NCRI

Iran, the Price of Inaction

NCRI, Paris – The Washington based Bipartisan Policy Center’s Iran Task Force recently issued the report, “The Price of Inaction.” The report’s authors are Charles Robb, a former Democratic senator from Virginia, Denis Ross, a counselor at the Washington Institute for Near East Policy and President Obama’s special adviser on the Persian Gulf, and Michael Makovsky, foreign policy director of the Bipartisan Policy Center.

The three authors, writing in the Wall Street Journal today, describe the economic costs of a nuclear Iran: “After the looming fiscal cliff, the next major challenge facing the United States will be preventing Iran from obtaining a nuclear weapons capability. Living with a nuclear Iran is strategically untenable. Like the fiscal cliff, this is a matter of both economic and national security. Preventing Iran from acquiring nuclear weapons carries various risks, but inaction has its costs, too—especially to the price of oil and, in turn, to the U.S. economy.”

The report calculates the total additional risk premium that an informed oil market might reflect after Iran has crossed the nuclear threshold—that is, the amount added onto the price of oil due to the possibility of supply disruption. The report concluded that the collective risk of the various scenarios that could come to pass if Iran were allowed to go nuclear would cause significant economic harm to the United States and the global economy:
• Oil prices could rise by 10% to 25% in the first year (or $11 to $27 more per barrel). As instability and tensions remain high, so will prices, even rising as much as 30% to 50% ($30 to $55 per barrel) within three years.
• Consequently, gasoline prices could jump 10% to 20% in the first year. Within three years, the cost of gas could rise more than 30% (or more than $1.40 per gallon). Such sustained price increases would have a pronounced negative impact on the U.S. economy.
• U.S. gross domestic product could fall by about 0.6% in the first year—costing the economy some $90 billion—and by up to 2.5% (or $360 billion) by the third year. This is enough, at current growth rates, to send the country into recession.
• The unemployment rate could also rise by 0.3 percentage points in the first year and by nearly 1% two years later, resulting in some 1.5 million more Americans becoming jobless.

The authors conclude in their Wall Street Journal article: As American and other policy makers contemplate what it will take to thwart Iran’s nuclear ambitions, they must not dwell exclusively on the potential short-term impacts of economic pressure or military action. Over the medium and long term, the economic costs of a nuclear Iran may be no less real and far more enduring.

The NCRI and PMOI (MEK) has on many occasions maintained that the Iranian regime perceives a Western policy of conciliation towards it as a sign of weakness that emboldens it in its aggressive pursuit of nuclear weapons, export of terrorism, support for the Syrian regime, dominance and negative influence in Iraq. The Iranian opposition movement has stated that if the region were to see peace and stability, then a firm policy against the Iranian regime is essential in order to encourage moderate forces in the region towards democracy and peace and establish an international front against extremist anti-democratic religious fundamentalists that so threaten their own people and the world.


## Exercise directions
For this exercise, copy out each line of the material below that includes "wall".

──────── Source records ────────

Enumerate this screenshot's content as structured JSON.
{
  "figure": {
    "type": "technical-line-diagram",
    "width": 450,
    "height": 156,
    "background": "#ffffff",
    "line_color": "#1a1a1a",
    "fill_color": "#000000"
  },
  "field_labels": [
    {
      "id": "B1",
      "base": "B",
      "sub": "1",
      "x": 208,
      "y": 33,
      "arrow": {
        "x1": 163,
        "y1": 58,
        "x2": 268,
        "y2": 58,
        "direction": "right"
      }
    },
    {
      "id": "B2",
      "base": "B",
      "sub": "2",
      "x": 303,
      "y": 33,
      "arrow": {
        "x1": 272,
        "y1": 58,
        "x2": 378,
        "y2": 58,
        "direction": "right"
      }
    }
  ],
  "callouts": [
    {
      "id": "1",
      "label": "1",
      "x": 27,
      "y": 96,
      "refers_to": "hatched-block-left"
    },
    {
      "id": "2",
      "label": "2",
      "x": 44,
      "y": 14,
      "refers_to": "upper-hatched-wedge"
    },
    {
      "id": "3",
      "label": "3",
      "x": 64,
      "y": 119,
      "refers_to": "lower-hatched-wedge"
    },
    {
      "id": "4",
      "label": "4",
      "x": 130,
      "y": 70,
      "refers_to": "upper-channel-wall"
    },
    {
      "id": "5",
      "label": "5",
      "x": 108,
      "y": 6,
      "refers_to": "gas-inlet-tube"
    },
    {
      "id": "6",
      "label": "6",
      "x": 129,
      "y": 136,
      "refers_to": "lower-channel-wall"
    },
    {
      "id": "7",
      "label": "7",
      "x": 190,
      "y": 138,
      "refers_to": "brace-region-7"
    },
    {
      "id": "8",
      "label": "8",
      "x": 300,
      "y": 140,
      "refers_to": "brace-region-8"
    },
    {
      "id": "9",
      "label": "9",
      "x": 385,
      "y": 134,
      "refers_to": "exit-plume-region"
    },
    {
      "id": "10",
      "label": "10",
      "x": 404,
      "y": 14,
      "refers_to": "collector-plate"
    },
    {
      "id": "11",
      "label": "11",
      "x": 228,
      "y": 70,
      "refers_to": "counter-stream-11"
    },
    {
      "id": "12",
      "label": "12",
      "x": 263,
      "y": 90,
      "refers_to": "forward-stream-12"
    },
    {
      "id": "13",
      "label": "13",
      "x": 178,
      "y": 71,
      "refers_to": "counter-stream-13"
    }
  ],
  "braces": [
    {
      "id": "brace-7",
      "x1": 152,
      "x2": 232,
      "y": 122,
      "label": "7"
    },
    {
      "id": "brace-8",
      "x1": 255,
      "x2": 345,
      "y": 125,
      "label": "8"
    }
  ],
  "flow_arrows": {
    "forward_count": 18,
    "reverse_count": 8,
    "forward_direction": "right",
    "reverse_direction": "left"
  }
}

────────

## Response to the exercise
      "refers_to": "upper-channel-wall"
      "refers_to": "lower-channel-wall"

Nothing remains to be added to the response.